Data augmentation is crucial in training deep models, preventing them from overfitting to limited data. Recent advances in generative AI, e.g., diffusion models, have enabled more sophisticated augmentation techniques that produce data resembling natural images. We introduce GeNIe a novel augmentation method which leverages a latent diffusion model conditioned on a text prompt to combine two contrasting data points (an image from the source category and a text prompt from the target category) to generate challenging augmentations. To achieve this, we adjust the noise level (equivalently, number of diffusion iterations) to ensure the generated image retains low-level and background features from the source image while representing the target category, resulting in a hard negative sample for the source category. We further automate and enhance GeNIe by adaptively adjusting the noise level selection on a per image basis (coined as GeNIe-Ada), leading to further performance improvements. Our extensive experiments, in both few-shot and long-tail distribution settings, demonstrate the effectiveness of our novel augmentation method and its superior performance over the prior art. Our code is available at: https://github.com/UCDvision/GeNIe
Paper Structure (16 sections, 11 figures, 9 tables, 1 algorithm)

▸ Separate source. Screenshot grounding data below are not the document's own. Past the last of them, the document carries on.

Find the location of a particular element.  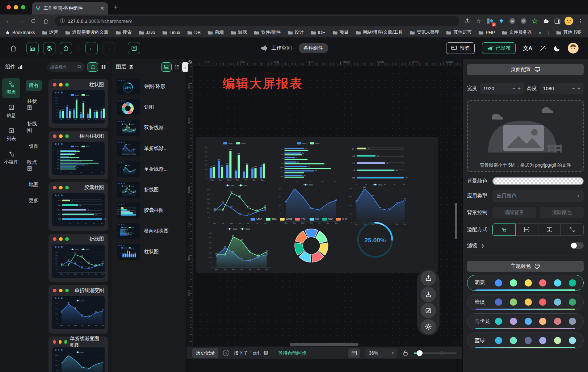

pie-legend-item: Tue is located at coordinates (271, 219).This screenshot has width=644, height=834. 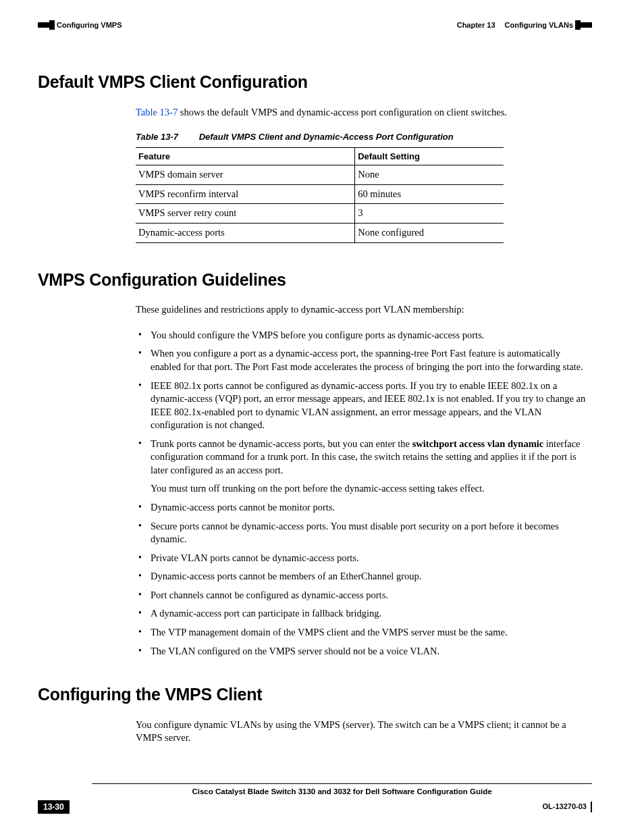 What do you see at coordinates (54, 807) in the screenshot?
I see `page-number-badge: 13-30` at bounding box center [54, 807].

This paper contains 16 sections, 11 figures, 9 tables, 1 algorithm.

Figures (11)

  • Figure 1: Generative Hard Negative Images Through Diffusion (GeNIe): generates hard negative images that belong to the target category but are similar to the source image from low-level feature and contextual perspectives. GeNIe starts from a source image passing it through a partial noise addition process, and conditioning it on a different target category. By controlling the amount of noise, the reverse latent diffusion process generates images that serve as hard negatives for the source category.

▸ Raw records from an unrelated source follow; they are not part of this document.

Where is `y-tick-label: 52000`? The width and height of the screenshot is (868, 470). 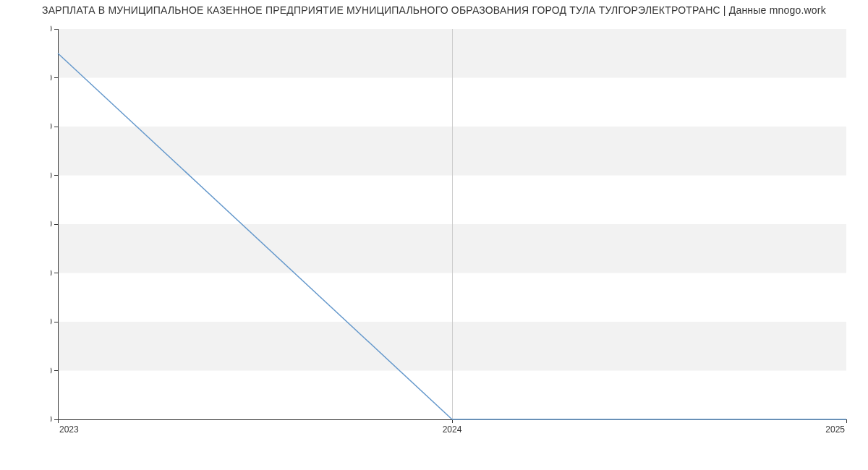 y-tick-label: 52000 is located at coordinates (51, 371).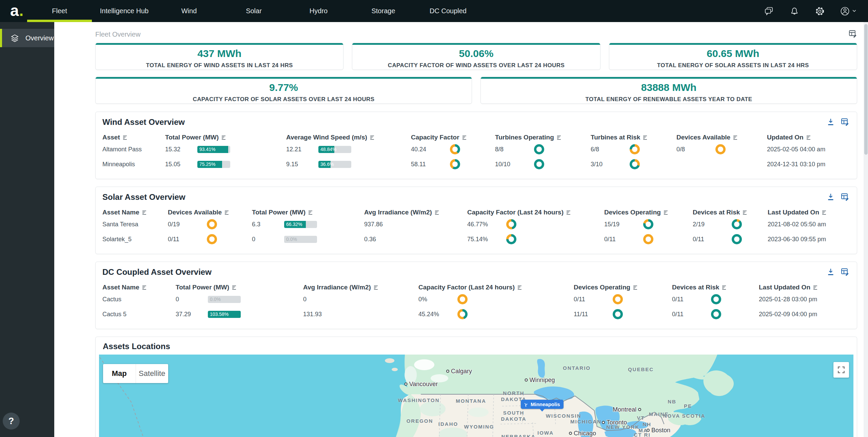 Image resolution: width=868 pixels, height=437 pixels. I want to click on table-row: Minneapolis15.0575.25%9.1536.6%58.1110/1…, so click(476, 164).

  • Figure 2: Effect of noise ratio, $r$, in GeNIe: we employ GeNIe to generate augmentations for the target classes (motorcycle and cat) with varying $r$. Smaller $r$ yields images closely resembling the source semantics, creating an inconsistency with the intended target label. By tracing $r$ from $0$ to $1$, augmentations gradually transition from source image characteristics to the target category. However, a distinct shift from the source to the target occurs at a specific $r$ that may vary for different source images or target categories. For more examples, please refer to Fig. \ref{['fig:noise_ab_supp']}.
  • Figure 3: GeNIe-Ada
  • Figure 4: Visualization of Generative Samples: We compare GeNIe with two baselines: Img2Img$^{L}$ augmentation: both image and text prompt are from the same category. Adding noise does not change the image much, so they are not hard examples. Txt2Img augmentation: We simply use the text prompt only to generate an image for the desired category (e.g., using a text2image method). Such images may be far from the domain of our task since the generation is not informed by any visual data from our task. GeNIe augmentation: We use the target category name in the text prompt only along with the source image.
  • Figure 5: Embedding visualizations of generative augmentations: We pass all generative augmentations through DINOv2 ViT-G (serving as an oracle) to extract their corresponding embeddings and visualize them with PCA. As shown, the extent of semantic shifts varies based on both the source image and the target class.